# Requirement
Word for word, transcribe every line from the one holding "The width and" through the end of the records, but not the pictures.

** Opening Dataset entries block **

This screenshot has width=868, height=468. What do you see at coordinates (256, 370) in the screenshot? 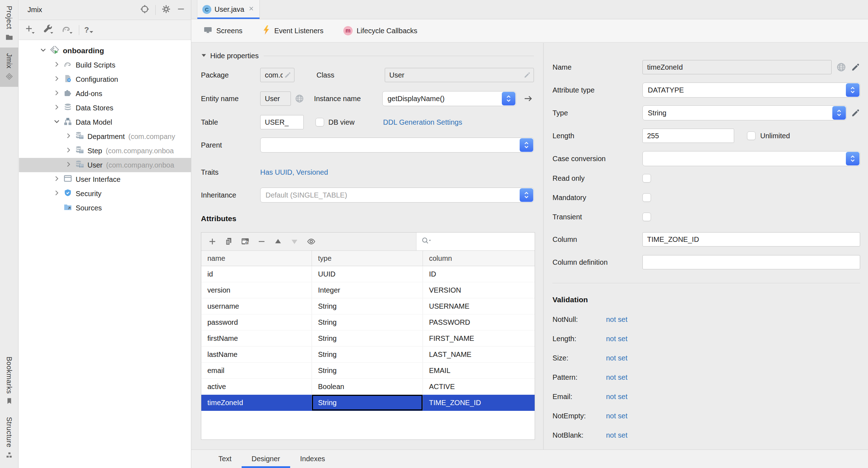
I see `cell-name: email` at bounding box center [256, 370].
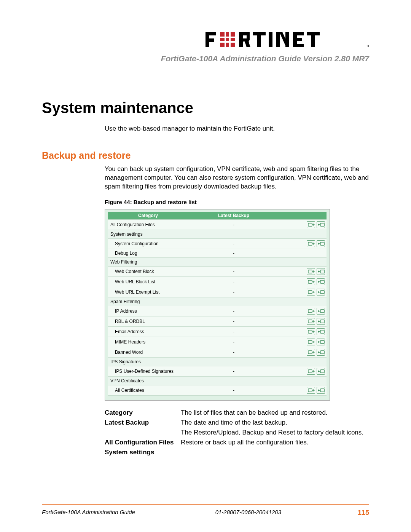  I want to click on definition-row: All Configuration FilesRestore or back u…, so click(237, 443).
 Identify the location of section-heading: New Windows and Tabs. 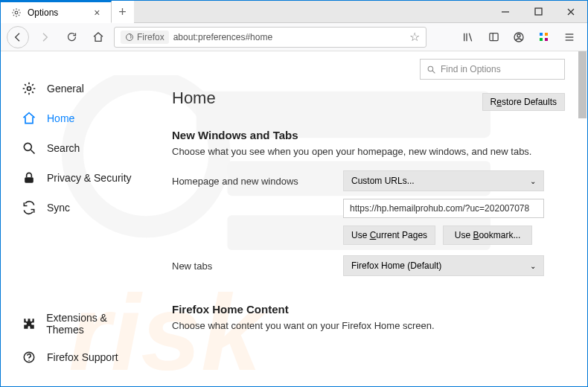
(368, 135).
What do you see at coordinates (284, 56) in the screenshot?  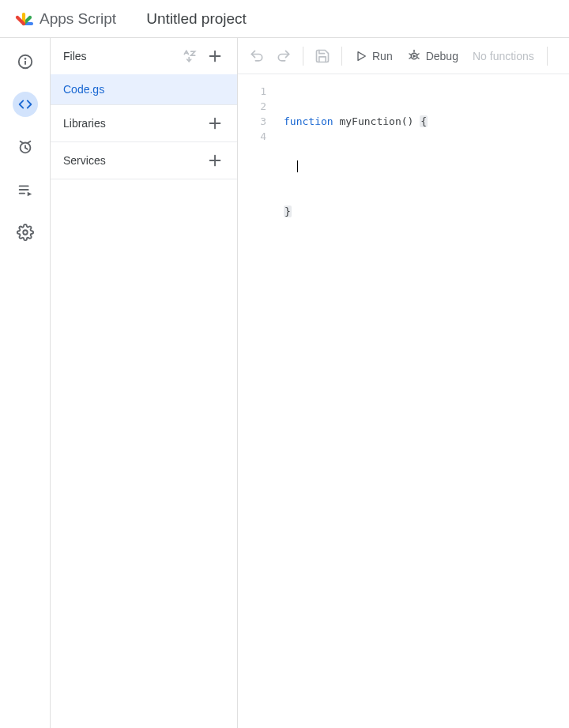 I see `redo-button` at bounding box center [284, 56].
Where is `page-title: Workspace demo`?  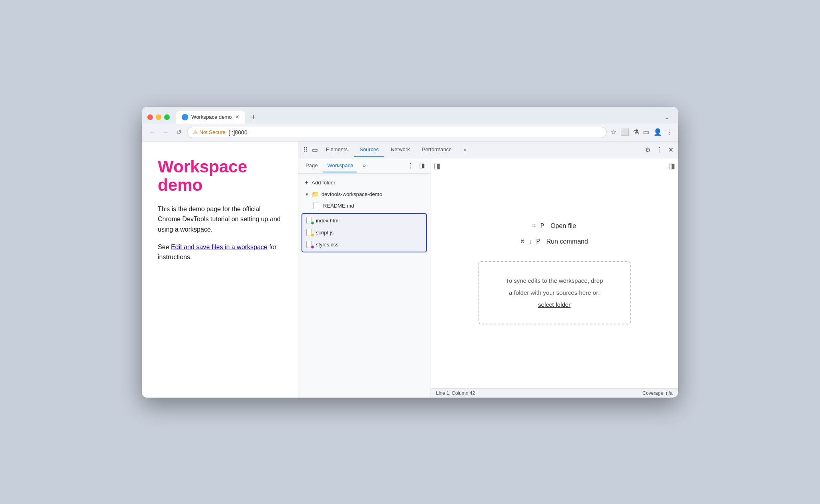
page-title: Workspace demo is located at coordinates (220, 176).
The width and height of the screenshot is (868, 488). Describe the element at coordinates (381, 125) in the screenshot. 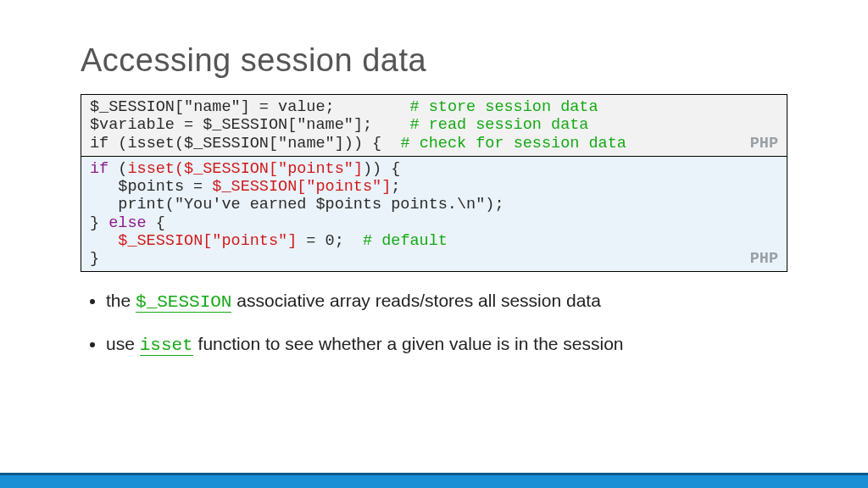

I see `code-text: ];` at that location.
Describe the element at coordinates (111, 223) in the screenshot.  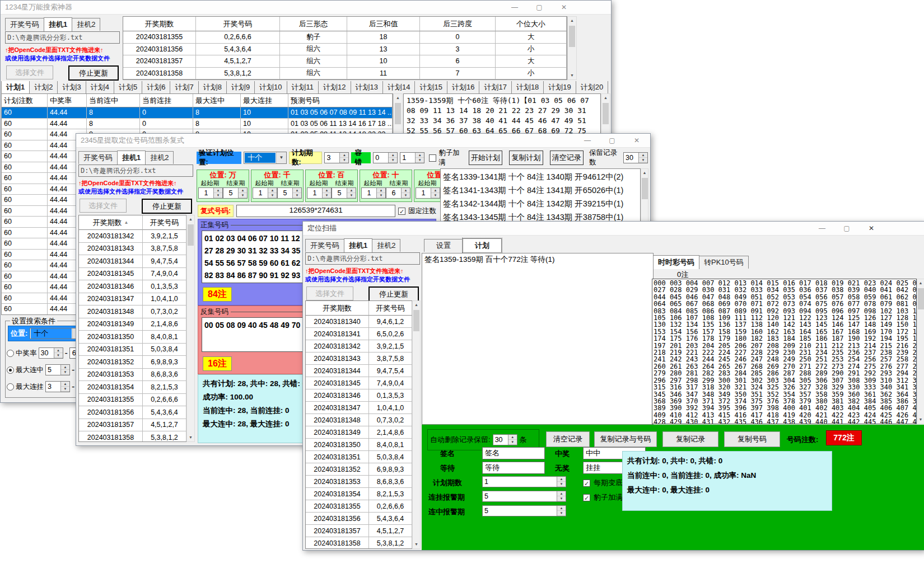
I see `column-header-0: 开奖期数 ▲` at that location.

** Closing Dataset entries block **

# Response below
The width and height of the screenshot is (868, 488). Describe the element at coordinates (381, 125) in the screenshot. 

I see `code-text: ];` at that location.
Describe the element at coordinates (111, 223) in the screenshot.  
I see `column-header-0: 开奖期数 ▲` at that location.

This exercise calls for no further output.